Now here, we presume, we have the key to the future course of Olaf's life; at least from this period his actions were not so much those of the mean and plundering Vikings of the period. Henceforth his great abilities for rule, and his warlike genius, were to be directed to expeditions of a more national character; and we find him now in England, serving the interests of the troubled rulers, now in Normandy succouring the newly-established dynasty of his own race. But more than all else that tended to reconvert the genius of Olaf, because it reconverted his mind (if not also his heart), was his baptism into Christianity, which he received at the hands of the Bishop of Rouen, after being magnificently entertained and welcomed by Duke Richard.† Though his predecessor on the throne of Norway, the famous Olaf Trygvessen, had first planted the standard of the Cross among the mountains of his native land, and by dint of severity and resolution had, so to speak, established Christianity throughout a great portion of his dominions, the course of subsequent events had almost obliterated every trace of it from the land. The soil was too stubborn, and the climate too uncongenial for its speedy growth. Such was the power of the widely-spread superstitions, and so tenaciously did the warlike minds of the Norsemen cling to those tenets which were so peculiarly adapted to their mode of life, and which so keenly fostered their national prejudices, that during the anarchy that succeeded Olaf Trygvessen's rule it was an easy task to make the ancient rites and ceremonies, with all their rude grandeur, general if not universal. Besides, also, it seemed as if Nature had joined in the crusade against Christianity. It was customary in early spring to invoke the favour of the gods for the plentiful produce of the fruits of the earth, and, as it had happened that during most of that period which Olaf

"Anglo-Saxon Chronicle;" Snorre Sturlassön, "Heimskringla,"-"Saga Olafs hins helga," ed. Unger,

C. 12.

+ Steenstrup; "Indledning i Normannertiden," p. 172.

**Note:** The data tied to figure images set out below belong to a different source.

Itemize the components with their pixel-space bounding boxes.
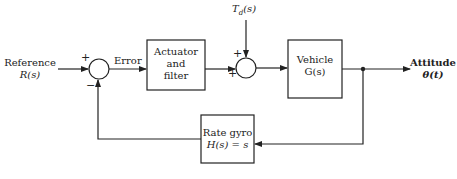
vehicle-label-line2: G(s): [288, 66, 342, 78]
reference-label: Reference R(s): [2, 57, 58, 81]
feedback-path-left: [98, 80, 201, 139]
vehicle-label-line1: Vehicle: [288, 54, 342, 66]
reference-label-line2: R(s): [2, 69, 58, 81]
block-diagram: [0, 0, 457, 179]
attitude-label-line2: θ(t): [410, 69, 456, 81]
junction2-plus-top-sign: +: [233, 48, 242, 59]
disturbance-main: T: [232, 3, 239, 14]
junction2-plus-left-sign: +: [228, 68, 237, 79]
actuator-label-line3: filter: [147, 70, 205, 82]
disturbance-arg: (s): [243, 3, 256, 14]
attitude-label: Attitude θ(t): [410, 57, 456, 81]
summing-junction-1: [89, 59, 109, 79]
junction1-plus-sign: +: [81, 52, 90, 63]
reference-label-line1: Reference: [2, 57, 58, 69]
rate-gyro-label-line2: H(s) = s: [201, 139, 254, 151]
rate-gyro-label-line1: Rate gyro: [201, 127, 254, 139]
rate-gyro-block-label: Rate gyro H(s) = s: [201, 127, 254, 151]
junction1-minus-sign: −: [86, 80, 95, 91]
actuator-label-line1: Actuator: [147, 46, 205, 58]
summing-junction-2: [236, 58, 256, 78]
error-label: Error: [114, 55, 142, 67]
vehicle-block-label: Vehicle G(s): [288, 54, 342, 78]
attitude-label-line1: Attitude: [410, 57, 456, 69]
feedback-path-right: [255, 69, 363, 144]
disturbance-label: Td(s): [232, 3, 256, 19]
branch-point: [361, 67, 365, 71]
actuator-label-line2: and: [147, 58, 205, 70]
actuator-block-label: Actuator and filter: [147, 46, 205, 82]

Trygvessen had occupied in persuading or forcing men to forsake their idolatry, Nature had not been propitious; so, also, it now happened that internal peace and plenty reigned. Superstitious minds were not slow to misinterpret this fact, first as a sign of their gods' displeasure with the ways of Olaf, and, secondly, as a manifestation of the renewal of their favours to them. The second Olaf's prosecution, then, was rendered doubly difficult, and those evidences of Nature were pointed to as paramount; and if, under the course of our brief history of Olaf's life-work, there seems in his character an overdue severity, we shall understand it better by knowing the determined nature of that obstinate resistance which everywhere met his efforts.

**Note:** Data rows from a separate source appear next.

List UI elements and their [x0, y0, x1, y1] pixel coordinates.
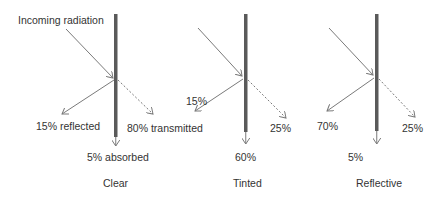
- reflected-label-clear: 15% reflected: [36, 120, 100, 132]
- reflected-arrow-clear: [62, 80, 114, 114]
- incoming-radiation-label: Incoming radiation: [18, 14, 104, 26]
- transmitted-arrow-clear: [118, 80, 153, 114]
- reflected-label-reflective: 70%: [317, 120, 338, 132]
- glazing-diagram: [0, 0, 438, 198]
- absorbed-label-tinted: 60%: [235, 151, 256, 163]
- reflected-arrow-reflective: [327, 78, 374, 111]
- absorbed-label-clear: 5% absorbed: [87, 151, 149, 163]
- incoming-arrow-reflective: [329, 28, 373, 75]
- panel-title-reflective: Reflective: [356, 177, 402, 189]
- incoming-arrow-clear: [66, 29, 113, 78]
- transmitted-arrow-tinted: [248, 80, 286, 118]
- transmitted-label-clear: 80% transmitted: [127, 122, 203, 134]
- panel-title-clear: Clear: [103, 177, 128, 189]
- reflected-label-tinted: 15%: [186, 95, 207, 107]
- glass-pane-tinted: [244, 14, 248, 132]
- incoming-arrow-tinted: [198, 28, 242, 76]
- glass-pane-reflective: [375, 14, 379, 131]
- glass-pane-clear: [114, 14, 118, 137]
- transmitted-arrow-reflective: [379, 79, 415, 117]
- panel-title-tinted: Tinted: [233, 177, 262, 189]
- transmitted-label-tinted: 25%: [270, 122, 291, 134]
- transmitted-label-reflective: 25%: [402, 122, 423, 134]
- absorbed-label-reflective: 5%: [348, 151, 363, 163]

It was in the autumn of 1014 that Olaf Haraldssen sailed with a force of 240 chosen men from the coasts of Northumbria, and after a voyage of unusual dangers landed on the little island of Selje, off the western coast of Norway. When Ólaf heard the name of this island ("Selje" in the old Norse tongue meaning "success"), he was pleased with the omen. There is always something in these old Norse sagas which savours of superstition and romance. Thus, his coming to Norway at all is related as the result of a dream, in which Olaf had seen the vision of a man who advised him to end his wandering life, and return to the land of his birth, "for," said he, "thou shalt be King of Norway." Olaf's oracular interpretation, just mentioned, is in keeping with this relation; as is also the next, which, by the way, loses some of its force by frequent repetition in one or other form in the pages of history. Having landed in this island of Selje, Olaf had the misfortune to walk carelessly into some morassy part, when one foot breaking through the grassy covering he sank up to his knee. Not seeing a speedy oracular solution of this dilemma, his lofty visions fell, until his champion Rane interpreted it, "Now didst thou fix thy foot in Norway, King!" And so Olaf again was satisfied.

*

At this time, it must be remembered, Norway was under Danish rule; and, after having travelled somewhat, with a view to learning the minds of some of the chieftains * Snorre Sturlassön; "Saga Olafs hins helga," c. 27. "Fagrskinna," c. 89.